I tend to forget how and why we used to do things in the Unix world.

I was busy building a new, old Unix system this weekend and had to partition the main drive. I've gotten used to just using the whole disk on my Linux systems. I mean why not? If I've got a gigabyte or more that I'm pretty sure I'll never fill up, there's no issue.

But in an older, production system, there were no big disk drives. You almost never had enough, much less too much, disk.

So I'm having to remember more about the way it was done in the '80s.

Here are the partitions I usually built:

  • /
  • /usr
  • /tmp
  • swap
  • /home
  • /usr/local
  • /usr/spool

I generally didn't build the equivalent of a /stand partition, because there were not a lot of updates to the typical kernel.
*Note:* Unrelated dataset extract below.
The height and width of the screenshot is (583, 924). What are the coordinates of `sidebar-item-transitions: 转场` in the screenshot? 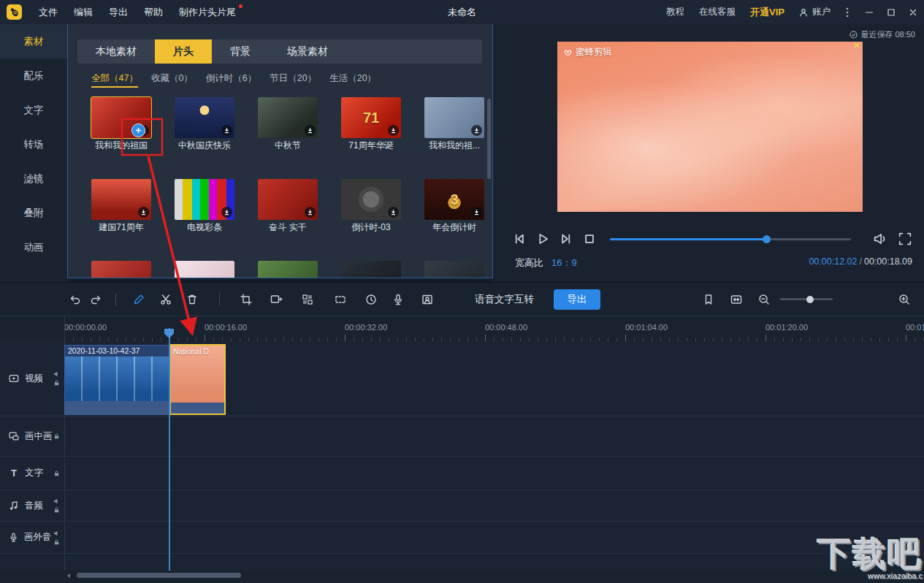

Because drives were small, things like the spool or tmp directories would occasionally get large. If they were a part of the root or usr partitions, there was the possibility that the whole system might stop in case of a runaway process generating a lot of data or files. Keeping /tmp on its own partition limited the damage. There were also significant limits on the number of inodes in these old filesystems, so I would always give uucp and netnews their own partitions.

It took thought and experience to get the numbers right. And although it was a chore, it was also satisfying and fun to configure and manage a busy system that ran well over the long term.